Another day in the shallow Jurassic seas of southwestern Utah

St. George, Utah — Back to the Gunlock region for me to revisit old Carmel Formation research sites to check for access issues and new exposures. This trip has also given me a chance to update my images of the unit. Most of my previous images are shockingly on film. I’ve been in this business a long time.

Above is one of my favorite Carmel outcrops, the cliff at Eagle Mountain. The white and buff layers are the Co-op Creek Limestone Member of the Carmel Formation (Middle Jurassic). They are topped by a thick, well-cemented conglomeratic sandstone, The Iron Springs Formation (Upper Cretaceous). This is a nice example of an erosional disconformity between the units with an interval of time unrecorded (a hiatus). The cliff is on private land, so I’m in the process of finding the owners. The image was taken looking northeast from: 37°18.428’N, 113°44.408’W.

Today I looked at some smaller details in the Carmel sections. I found these exquisite mudcracks near the Eagle Mountain locality. This is solid rock, even though the cracks look modern. This shows, of course, that this patch of muddy seafloor dried out, producing the cracks by desiccation of clay minerals.
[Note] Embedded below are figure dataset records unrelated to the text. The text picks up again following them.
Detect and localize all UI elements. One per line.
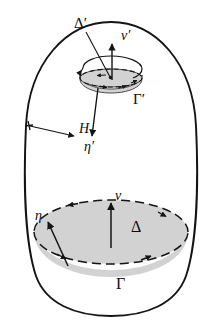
label-delta: Δ: [131, 219, 141, 235]
label-gamma-prime: Γ′: [133, 92, 145, 107]
figure-canvas: [0, 0, 222, 322]
label-eta: η: [35, 209, 42, 223]
mathematical-figure: Δ′ ν′ Γ′ η′ H ν η Δ Γ: [0, 0, 222, 322]
label-gamma: Γ: [116, 276, 125, 292]
label-nu-prime: ν′: [121, 29, 130, 43]
label-h: H: [79, 122, 89, 136]
label-eta-prime: η′: [84, 140, 94, 154]
label-nu: ν: [115, 189, 121, 203]
label-delta-prime: Δ′: [74, 16, 87, 31]
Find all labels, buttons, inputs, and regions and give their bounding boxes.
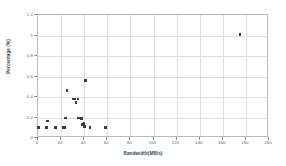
x-axis-tick-label: 180 <box>241 140 248 145</box>
y-axis-tick <box>34 96 37 97</box>
plot-area <box>37 14 268 137</box>
data-point <box>83 122 86 125</box>
y-axis-tick <box>34 55 37 56</box>
data-point <box>80 117 83 120</box>
x-axis-title: Bandwidth(MB/s) <box>0 151 286 156</box>
x-axis-tick-label: 120 <box>172 140 179 145</box>
data-point <box>64 117 67 120</box>
data-point <box>77 98 80 101</box>
data-point <box>54 126 57 129</box>
y-axis-title: Percentage (%) <box>6 22 11 92</box>
data-point <box>75 101 78 104</box>
y-axis-tick-label: 0.4 <box>27 94 33 99</box>
data-point <box>66 89 69 92</box>
data-point <box>89 126 92 129</box>
x-axis-tick-label: 20 <box>58 140 63 145</box>
y-axis-tick <box>34 137 37 138</box>
y-axis-tick <box>34 35 37 36</box>
x-axis-tick-label: 100 <box>149 140 156 145</box>
x-axis-tick-label: 140 <box>195 140 202 145</box>
x-axis-tick-label: 160 <box>218 140 225 145</box>
y-axis-tick-label: 1 <box>31 32 34 37</box>
y-axis-tick-label: 0.2 <box>27 114 33 119</box>
y-axis-tick-label: 1.2 <box>27 12 33 17</box>
x-axis-tick-label: 200 <box>264 140 271 145</box>
y-axis-tick-label: 0 <box>31 135 34 140</box>
y-gridline <box>38 118 267 119</box>
y-axis-tick-label: 0.8 <box>27 53 33 58</box>
y-axis-tick <box>34 14 37 15</box>
data-point <box>239 33 242 36</box>
y-axis-tick <box>34 76 37 77</box>
x-axis-tick-label: 60 <box>104 140 109 145</box>
scatter-chart-figure: Bandwidth(MB/s) Percentage (%) 020406080… <box>0 0 286 166</box>
data-point <box>84 79 87 82</box>
y-axis-tick <box>34 117 37 118</box>
x-axis-tick-label: 80 <box>127 140 132 145</box>
data-point <box>104 126 107 129</box>
y-gridline <box>38 36 267 37</box>
y-gridline <box>38 77 267 78</box>
data-point <box>64 126 67 129</box>
data-point <box>83 125 86 128</box>
data-point <box>37 126 40 129</box>
y-gridline <box>38 56 267 57</box>
x-axis-tick-label: 0 <box>36 140 39 145</box>
x-axis-tick-label: 40 <box>81 140 86 145</box>
y-axis-tick-label: 0.6 <box>27 73 33 78</box>
data-point <box>45 126 48 129</box>
data-point <box>46 120 49 123</box>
On top of the mudcracked layer is a thin carbonate bed with vugs and cracks filled with gypsum. This represents a hypersaline environment where gypsum and/or anhydrite was precipitated as evaporite minerals. We thus went in time from a dry seabed to one covered by shallow briny water.

Within the gypsum-rich layers are intraclasts of carbonate mud derived from the mudcracked layer below. When the seawater returned it had enough energy at times to rip up pieces of the hardened mud below.

Finally, on top of the gypsiferous layer is a limestone rich in star-shaped crinoid debris (ossicles of Isocrinus nicoletti). This represents the influx of normal marine water, albeit in a restricted context. As far as I can tell, there are multiple triplet layer sets like this near the middle of the Carmel in the Gunlock area. What was controlling these changes in sealevel and chemistry?

I would be neglecting my duties as a geologist if I didn’t mention that there is much more to the geology here than the Carmel Formation. Above we see the underlying Navajo Sandstone with its massive cross-bedded eolian dune features. The Navajo is topped here by thick basaltic lava flows of Pleistocene-Holocene age (the Santa Clara Volcanic Field).

Lovely place for a geologist!

About Mark Wilson

Mark Wilson is a Professor of Geology at The College of Wooster. He specializes in invertebrate paleontology, carbonate sedimentology, and stratigraphy. He also is an expert on pseudoscience, especially creationism.